As the Federal Trade Commission takes an increasingly broad view of its authority to regulate privacy and consumer protection, one of the agency’s five commissioners is calling for a more cautious approach.
In a speech today to TechFreedom and the International Center for Law and Economics in Washington, D.C., Commissioner Joshua D. Wright disagreed with the Commission’s recent approach to regulating “unfair” practices under Section 5 of the FTC Act. Wright argued that before the Commission brings an “unfairness” complaint against a company, it first must conduct a rigorous economic analysis to determine whether the harms outweigh the consumer benefits.
The FTC Act prohibits the Commission from bringing an unfairness complaint “unless the act or practice causes or is likely to cause substantial injury to consumers which is not reasonably avoidable by consumers themselves and not outweighed by countervailing benefits to consumers or to competition.” In some cases, Wright said, the agency has not satisfied that standard before bringing a complaint.

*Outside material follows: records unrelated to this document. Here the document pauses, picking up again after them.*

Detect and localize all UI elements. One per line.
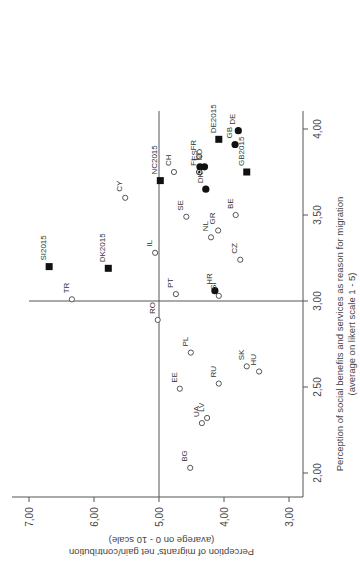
x-tick-label: 3,50	[312, 205, 323, 225]
data-point: SE	[176, 200, 189, 219]
data-point: CY	[115, 180, 128, 200]
point-label: GB2015	[237, 136, 246, 166]
open-circle-marker-icon	[238, 257, 243, 262]
open-circle-marker-icon	[155, 317, 160, 322]
point-label: SI	[209, 282, 218, 290]
open-circle-marker-icon	[123, 195, 128, 200]
square-marker-icon	[215, 136, 222, 143]
point-label: PL	[181, 336, 190, 346]
open-circle-marker-icon	[257, 369, 262, 374]
data-point: BE	[226, 198, 239, 217]
data-points: DEDE2015GBGB2015FRESNOFIDKNC2015CHCYSEBE…	[39, 104, 262, 471]
open-circle-marker-icon	[233, 212, 238, 217]
open-circle-marker-icon	[208, 235, 213, 240]
open-circle-marker-icon	[188, 465, 193, 470]
open-circle-marker-icon	[205, 415, 210, 420]
point-label: GB	[225, 127, 234, 139]
filled-circle-marker-icon	[235, 127, 242, 134]
point-label: UA	[192, 405, 201, 417]
point-label: FI	[189, 159, 198, 166]
x-axis-title: Perception of social benefits and servic…	[334, 197, 345, 472]
y-tick-label: 7,00	[24, 507, 35, 527]
point-label: SK	[237, 349, 246, 360]
x-tick-label: 3,00	[312, 291, 323, 311]
y-axis-title: Perception of migrants' net gain/contrib…	[69, 547, 254, 558]
scatter-chart: 2,002,503,003,504,003,004,005,006,007,00…	[0, 0, 360, 574]
x-tick-label: 2,00	[312, 463, 323, 483]
open-circle-marker-icon	[216, 228, 221, 233]
data-point: IL	[145, 240, 158, 256]
point-label: CY	[115, 180, 124, 192]
reference-lines	[29, 111, 303, 497]
square-marker-icon	[243, 169, 250, 176]
y-tick-label: 6,00	[89, 507, 100, 527]
point-label: IL	[145, 240, 154, 247]
data-point: DE2015	[209, 104, 223, 143]
point-label: SI2015	[39, 235, 48, 261]
square-marker-icon	[46, 263, 53, 270]
open-circle-marker-icon	[69, 297, 74, 302]
open-circle-marker-icon	[177, 386, 182, 391]
data-point: DK	[196, 171, 210, 192]
point-label: SE	[176, 200, 185, 211]
data-point: EE	[170, 372, 183, 391]
axes: 2,002,503,003,504,003,004,005,006,007,00	[12, 111, 323, 527]
open-circle-marker-icon	[184, 214, 189, 219]
point-label: NL	[201, 221, 210, 232]
data-point: BG	[180, 450, 193, 470]
data-point: SI2015	[39, 235, 53, 270]
x-tick-label: 4,00	[312, 119, 323, 139]
point-label: RU	[209, 366, 218, 378]
point-label: BG	[180, 450, 189, 462]
open-circle-marker-icon	[199, 421, 204, 426]
y-tick-label: 5,00	[154, 507, 165, 527]
filled-circle-marker-icon	[202, 186, 209, 193]
open-circle-marker-icon	[216, 293, 221, 298]
point-label: PT	[166, 278, 175, 288]
y-tick-label: 4,00	[219, 507, 230, 527]
data-point: CZ	[230, 243, 243, 262]
point-label: CH	[164, 154, 173, 166]
point-label: HU	[249, 354, 258, 366]
data-point: NC2015	[150, 145, 164, 184]
data-point: SI	[209, 282, 222, 298]
data-point: HU	[249, 354, 262, 374]
point-label: DE	[228, 114, 237, 125]
data-point: GR	[208, 212, 221, 233]
point-label: DK	[196, 171, 205, 183]
open-circle-marker-icon	[216, 381, 221, 386]
square-marker-icon	[157, 177, 164, 184]
data-point: DK2015	[98, 233, 112, 272]
point-label: DK2015	[98, 233, 107, 262]
point-label: NC2015	[150, 145, 159, 175]
data-point: SK	[237, 349, 250, 369]
data-point: PL	[181, 336, 194, 355]
open-circle-marker-icon	[173, 292, 178, 297]
open-circle-marker-icon	[171, 169, 176, 174]
data-point: CH	[164, 154, 177, 174]
point-label: CZ	[230, 243, 239, 254]
open-circle-marker-icon	[153, 250, 158, 255]
data-point: RU	[209, 366, 222, 386]
data-point: RO	[148, 302, 161, 323]
point-label: BE	[226, 198, 235, 209]
point-label: EE	[170, 372, 179, 383]
point-label: DE2015	[209, 104, 218, 133]
data-point: TR	[62, 282, 75, 301]
data-point: PT	[166, 278, 179, 297]
y-tick-label: 3,00	[284, 507, 295, 527]
square-marker-icon	[105, 265, 112, 272]
y-axis-subtitle: (avarege on 0 - 10 scale)	[109, 535, 215, 546]
filled-circle-marker-icon	[201, 163, 208, 170]
x-axis-subtitle: (average on likert scale 1 - 5)	[346, 272, 357, 395]
x-tick-label: 2,50	[312, 377, 323, 397]
data-point: GB2015	[237, 136, 251, 175]
point-label: RO	[148, 302, 157, 314]
point-label: TR	[62, 282, 71, 293]
open-circle-marker-icon	[188, 350, 193, 355]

Wright focused on the Commission’s January enforcement action and settlement with Apple, arising from the company’s alleged failure to adequately disclose to iTunes account holders that they would be billed for in-app purchases in the 15 minutes after they entered their password. The Commission said this led to some parents being billed for purchases that their children made. Wright was the lone dissenter from this enforcement action and settlement.
Wright largely agreed with the four other commissioners that there was evidence of some harm to consumers. His disagreement, however, stemmed from the failure of the Commission to adequately consider the benefits of allowing a 15-minute period before consumers are forced to reenter their password.
“Anybody in the room with an iTunes account, iPad, or iPhone knows that the ease with which users can operate the platform affects one’s experience,” Wright said. “Apple knows that too. And Apple had apparently determined that most consumers do not want to experience excessive disclosures or to be inconvenienced by having to enter their passwords every time they make a purchase.”
Wright said that “the Commission should have conducted a much more robust analysis to determine whether the injury to this small group of consumers justified the finding of unfairness and the imposition of a remedy.”
Wright also discussed the FTC’s May data broker report, in which the Commission recommended that Congress consider passing legislation to regulate the data broker industry. Wright said that he would like to see “serious cost-benefit analysis” that weighs evidence of actual consumer harms against the consumer value of data broker practices.